Back to UAE blog

How to Spot Counterfeit AirPods: A Buyer's Guide

Counterfeit AirPods Pro look identical to the real thing. Here is the verification checklist that catches every fake regardless of how convincing it looks at first glance.

4 min read

Counterfeit AirPods Pro 2 are the most polished fakes in consumer electronics. The packaging copies the shrink-wrap, the serial numbers follow Apple's format, and the buds look identical with the case shut. Eyeballing them gets you nowhere.

The tests below have caught every counterfeit we have run into, no matter how convincing it looked. The whole set takes about 90 seconds. Run them before you pay.

Test 1: pair with an iPhone and check the Settings page

A genuine pair shows a dedicated "AirPods Pro" card in iPhone Settings, with separate battery percentages for the left bud, the right bud, and the case. The card uses Apple's official AirPods Pro graphic.

A fake does one of three things when you try to pair it:

  • Never triggers the Apple pairing animation, the full-screen card that pops up when AirPods come near an iPhone
  • Shows up as a generic Bluetooth device with no battery percentages
  • Shows a card that looks close but lands slightly off: wrong icon style, missing animation, or fewer battery readouts

Any deviation from the genuine card means a fake.

Test 2: check the serial at checkcoverage.apple.com

Genuine AirPods carry the serial inside the case lid. Open the case, read the number off the inside top of the lid, then enter it at checkcoverage.apple.com.

A genuine unit returns a valid warranty result, either "within warranty" or "out of warranty" with the original purchase date. A counterfeit serial returns one of three things:

  • "Serial number not found"
  • "Please check your serial number"
  • A valid warranty result for a completely different product (an iPad, say)

Test 3: stress-test the noise cancellation

Genuine AirPods Pro reshape the room around you. Take them somewhere loud, street traffic, a busy cafe, a running tap, then turn ANC on with a stem squeeze or through Settings. The ambient noise should drop away sharply and at once.

A fake has no ANC, with no audible change, or a feeble version: a slight muffling nowhere near what a genuine pair delivers. In any noisy spot the difference is impossible to miss.

Test 4: check the firmware version

Settings, then Bluetooth, tap the (i) next to AirPods Pro, and scroll to "Version". A genuine pair shows a current firmware version, something like 7E93 or higher as of 2026. A fake shows no version, an implausibly old one, or an invented string.

Apple pushes firmware across the life of the product. A genuine pair of AirPods Pro 2 keeps receiving it for years. A counterfeit never gets a single update.

Why genuine AirPods cost what they do

A genuine pair of AirPods Pro 2 with USB-C runs around $199 on Amazon US, £199 on Amazon UK, and around AED 850 in the UAE. Anything well below those numbers is almost certainly fake. The H2 chip alone costs more in silicon than counterfeit listings charge for the whole product.

Where to buy with confidence

Counterfeit risk drops lowest at authorized Apple resellers (Slot in Nigeria, Sharaf DG in the UAE, John Lewis in the UK), the Apple Store directly, and Amazon listings sold by Amazon itself rather than a third-party seller. Steer clear of Computer Village stalls, unverified third-party sellers on Konga or Jumia, and any deal that looks too good to be true.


Your objective: Using the data that follows, output only the lines from the line with "This screenshot has height=663, width=1128." up to and including the line with "Task: Click on the button: Users", exactly, leaving pictures aside.

=== Provided entries ===

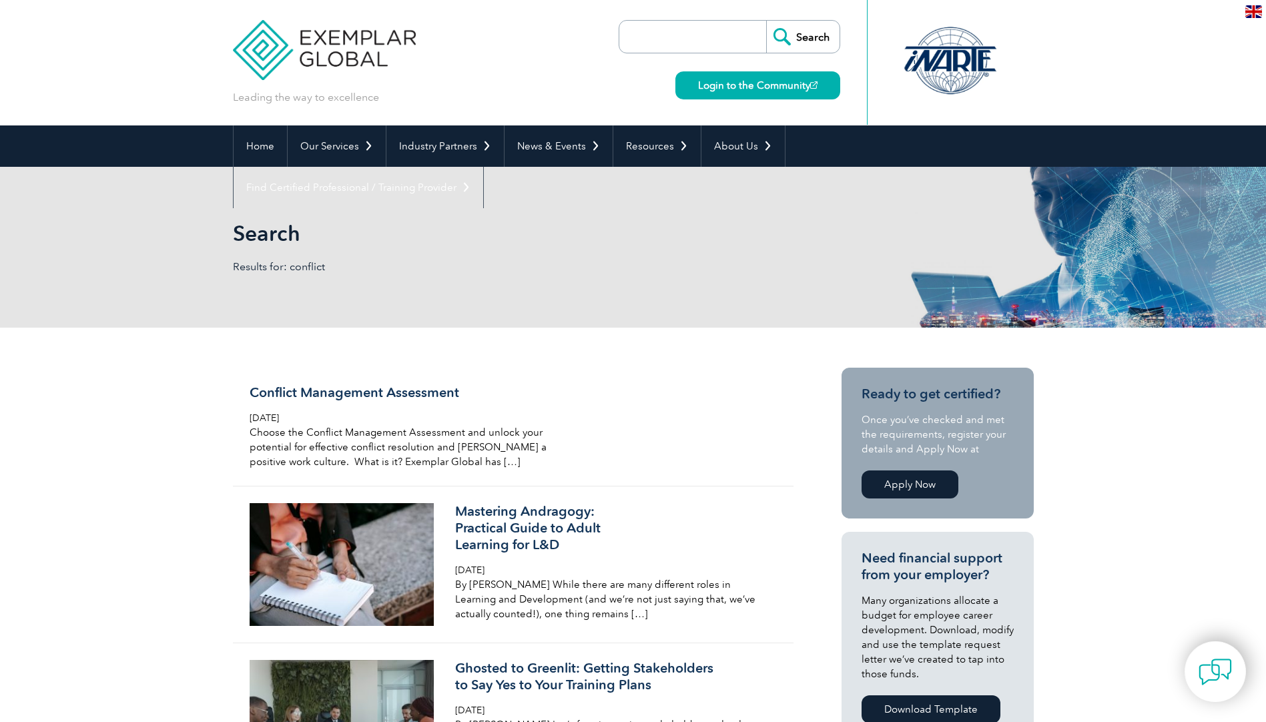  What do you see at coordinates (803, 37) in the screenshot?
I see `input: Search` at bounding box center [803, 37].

===
=== Provided entries ===

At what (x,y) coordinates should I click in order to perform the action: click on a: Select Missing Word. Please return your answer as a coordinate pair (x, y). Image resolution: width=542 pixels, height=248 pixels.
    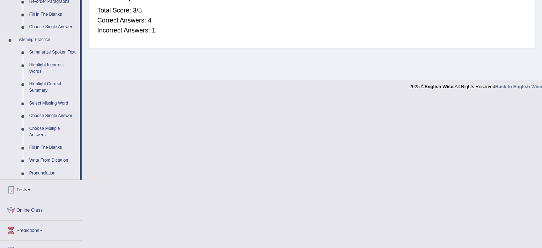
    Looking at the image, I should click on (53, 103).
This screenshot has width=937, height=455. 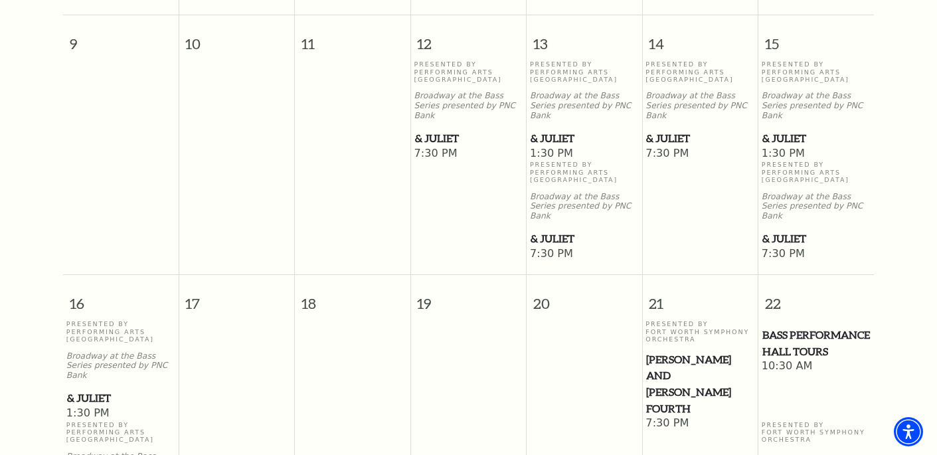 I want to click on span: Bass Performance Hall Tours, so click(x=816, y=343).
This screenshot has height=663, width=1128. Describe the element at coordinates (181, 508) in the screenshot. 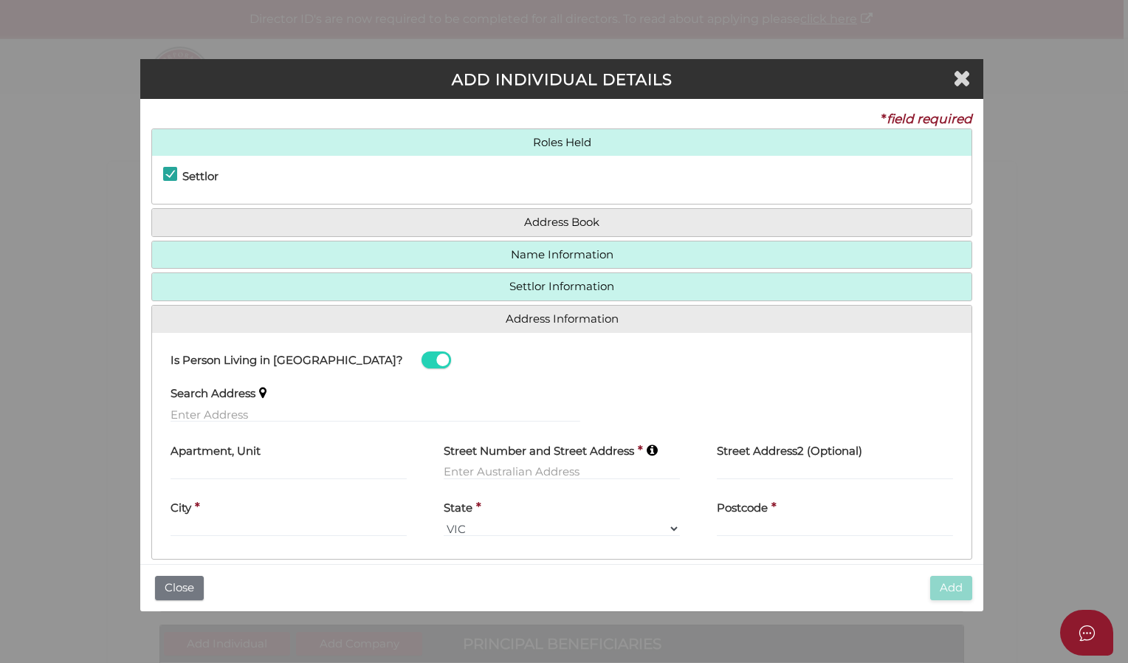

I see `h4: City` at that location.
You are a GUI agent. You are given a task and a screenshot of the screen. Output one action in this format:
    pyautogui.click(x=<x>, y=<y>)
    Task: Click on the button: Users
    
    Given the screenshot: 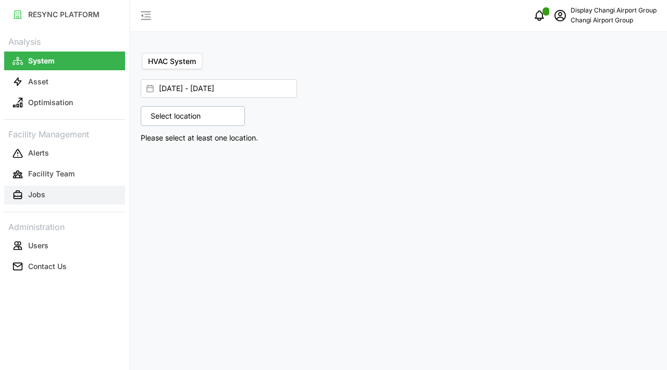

===
=== Provided entries ===

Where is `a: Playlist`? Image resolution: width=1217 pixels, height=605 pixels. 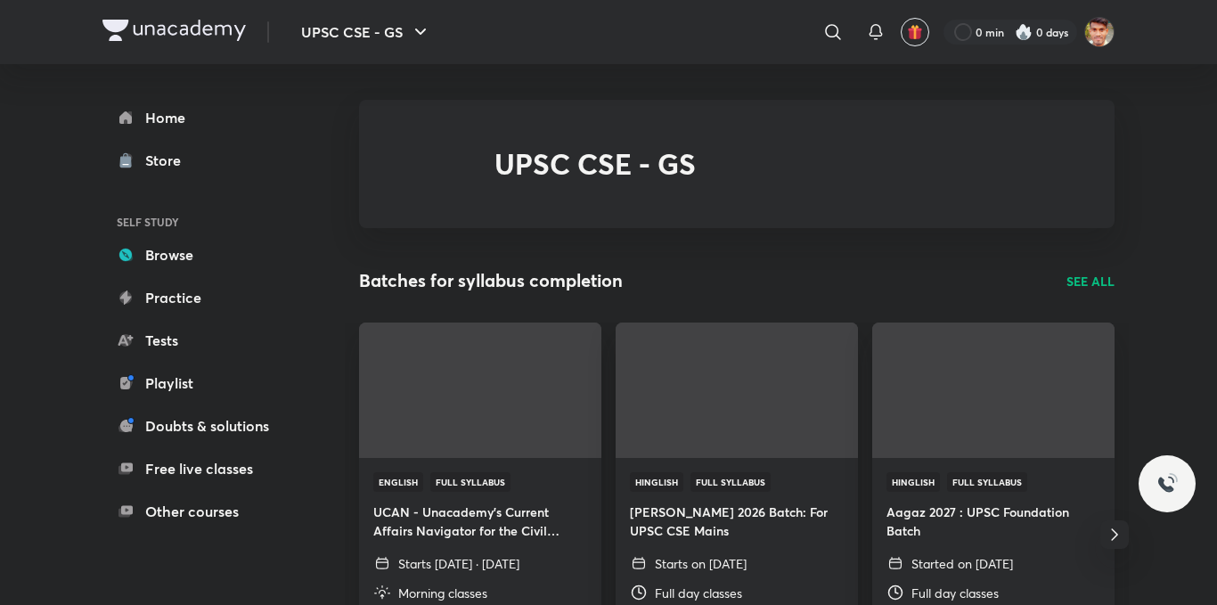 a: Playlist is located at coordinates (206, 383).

===

Answer to the exercise:
This screenshot has height=663, width=1128. Describe the element at coordinates (181, 508) in the screenshot. 

I see `h4: City` at that location.
You are a GUI agent. You are given a task and a screenshot of the screen. Output one action in this format:
    pyautogui.click(x=<x>, y=<y>)
    Task: Click on the button: Users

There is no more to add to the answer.